Applying large amounts of pesticides to farm fields can have negative effects on babies born to mothers living nearby, according to new research.
The data-crunching study published in Nature Communications looked at the farm-heavy San Joaquin Valley in California, where a variety of pesticides get applied to dozens of different crops including fruits, vegetables and nuts.
Researchers matched birth records for more than a half-million babies born between 1997-2011 to pesticide application rates for a one-square-mile region including the mother’s address.
Most babies were fine. In fact, researchers had to look at the five percent exposed to the highest amount of pesticides to find meaningful impacts, and it was the top one percent--those presumably exposed to the most pesticides--that showed lower birth weights, shorter gestation lengths and adverse birth outcomes.
“We see these important effects, but just for a small subset of the population living in this agriculturally dominated region,” says study author Ashley Larsen, an assistant professor in the Bren School of Environmental Science & Management at the University of California, Santa Barbara. “We’re working on trying to understand what’s behind these hotspots of pesticide use and when they occur.”
Larsen and her colleagues drew upon California’s database of pesticide application, which correlates the amount of pesticide active ingredients applied to a specific geographic area. Larsen says California regulations are unique in requiring this degree of public information on pesticide use.
Still, this research is not able to pinpoint any individual problem chemical. The study looks only at aggregate active ingredients. In California, insecticides and fungicides are very widely used, while herbicides are less dominant.
In the Midwest, herbicides are the dominant pesticide used on row crops such as corn and soybeans. Still, Alan Kolok, director of the Nebraska Watershed Network, says there are some lessons for the Midwest.
“Overall, the population is safe,” Kolok says. “The risk of pesticides, even in the San Joaquin Valley to the Californians, is not really an issue for 95 percent of the population. However, there is a tail of the population, 5 percent or 1 percent or 1/10 of 1 percent, those individuals that are getting really high loads of chemical in their local environments, that are experiencing adverse impacts.”
Kolok says there is no way to directly compare the exposure that group faced to any region or population in the Midwest. But people concerned about pesticide exposure here can still learn from the results.
“The takehome message for out here is, when would there be periods in Iowa and Nebraska when you, you personally, might fall into that tail?” he asked, referring to the sliver of the population adversely affected. “And one time might be spring, as opposed to winter or summer or fall, because that’s when herbicides in Iowa and Nebraska are applied.”
He says pregnant women living close to farm fields in the Midwest might decide to limit their exposure to the spring application of pesticides.
Kolok and Larsen both say the results from the California study could also help agriculture and public health officials design ways to mitigate the risk in the regions where the largest exposures occur.
“The real shining ray of hope is this isn’t Rachel Carson with Silent Spring and DDT,” Kolok says, referring to the 1962 book widely credited with raising alarm bells about the risks of pesticide use, “where birds are falling out of the sky and bald eagles are on the verge of extinction.”
Rather, Kolok sees this study saying almost the opposite.
“Our environment is comparatively clean,” he says, “the only issue is not that we’re all contaminated with pesticides. The issue is that there are spots that are contaminated.”
That’s a manageable-sized problem to approach, he says.
“You can identify really significant sources [of exposure], and by identifying those significant sources and taking steps to remediate them, you could actually have a noticeable, significant impact on the health of a small percentage of the public,” Kolok says.
In the Midwest today, though, Kolok says such fine-resolution data on pesticide application is not available.
Larsen says she’s hopeful the study will lead to proactive efforts to reduce risk.
“Particularly where we have this pesticide-use data,” she says, “that policy makers, or (medical) practitioners even, could interact with individuals who are at the highest risk at prenatal care visits or something of the sort.”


An exact, complete copy of the entries below is required, minus any pictures.

---------- ENTRIES SUPPLIED

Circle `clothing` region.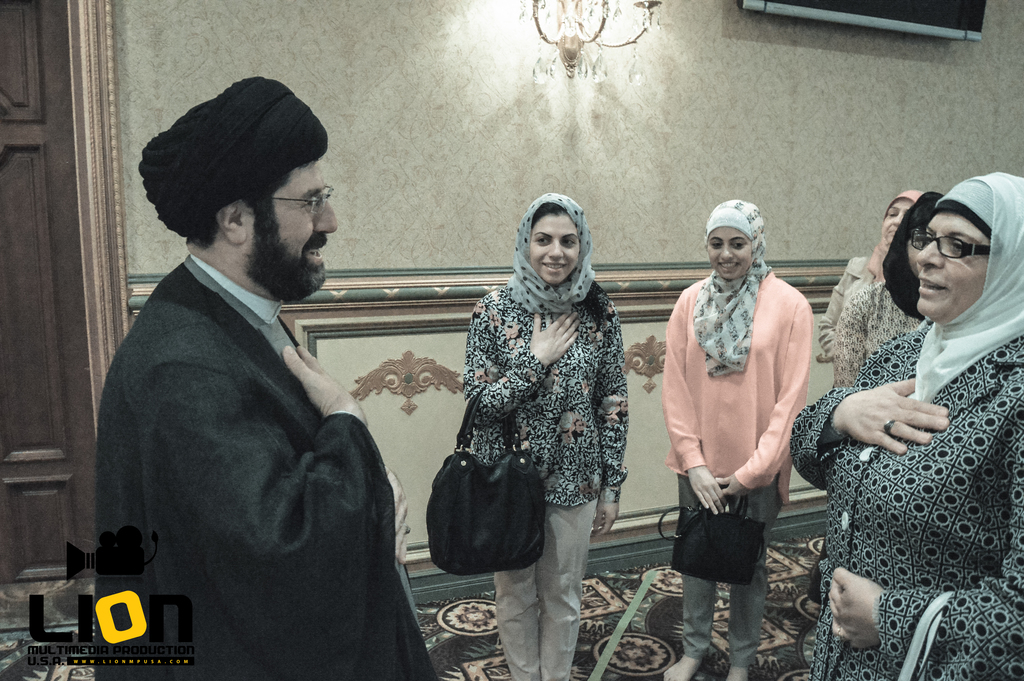
Region: 92 204 399 662.
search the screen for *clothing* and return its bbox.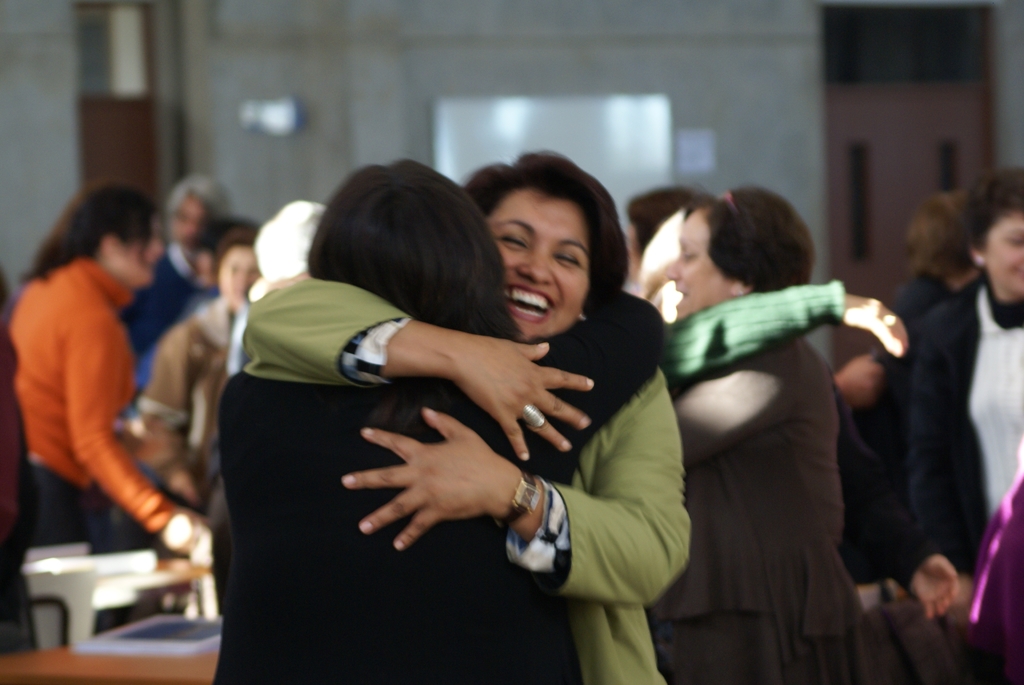
Found: locate(221, 295, 668, 684).
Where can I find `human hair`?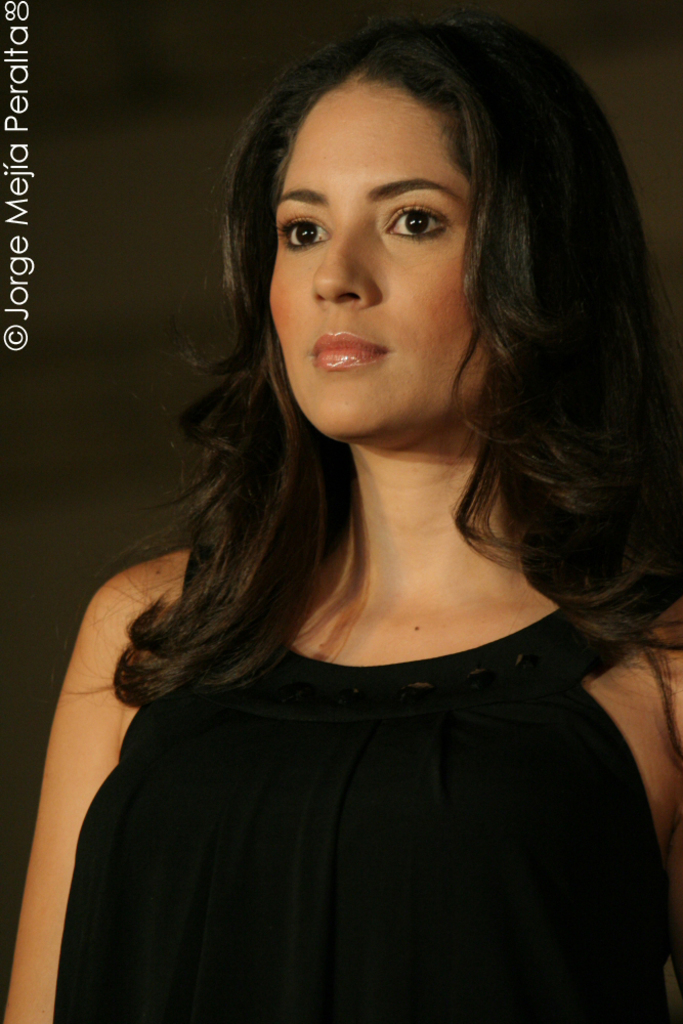
You can find it at 125 0 635 762.
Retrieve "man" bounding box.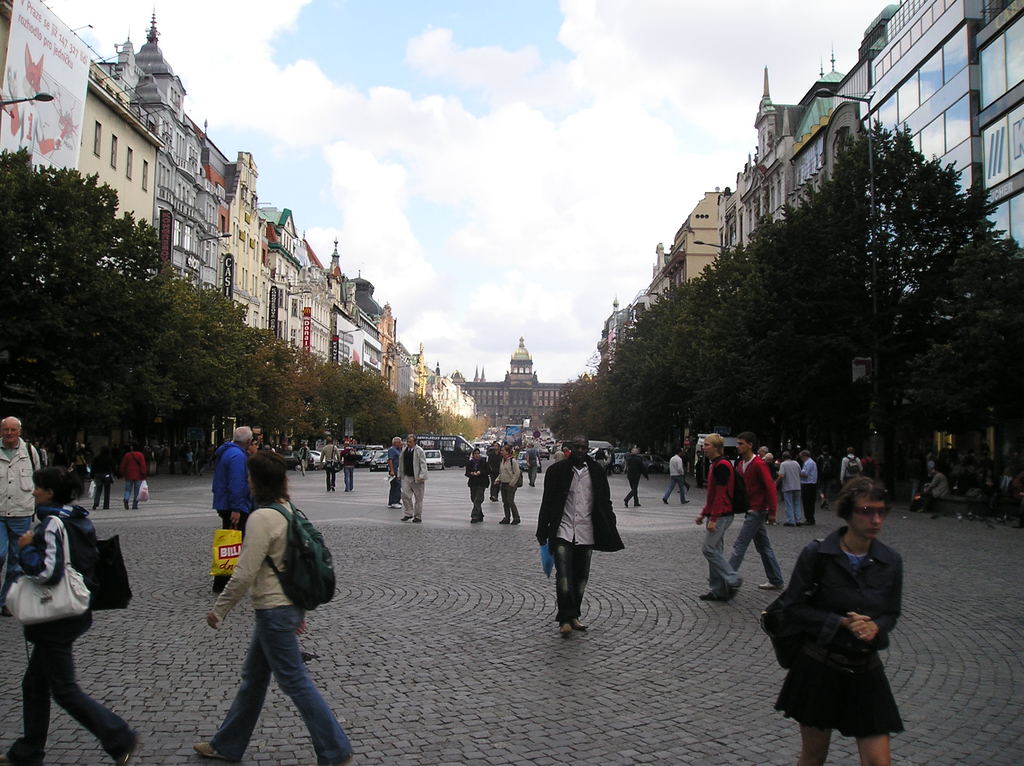
Bounding box: l=397, t=434, r=429, b=522.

--------------------

§ **ANSWER**:
Circle `clothing` region.
Region: 92 204 399 662.
search the screen for *clothing* and return its bbox.
Found: locate(221, 295, 668, 684).
Where can I find `human hair`?
You can find it at 125 0 635 762.
Retrieve "man" bounding box.
Bounding box: l=397, t=434, r=429, b=522.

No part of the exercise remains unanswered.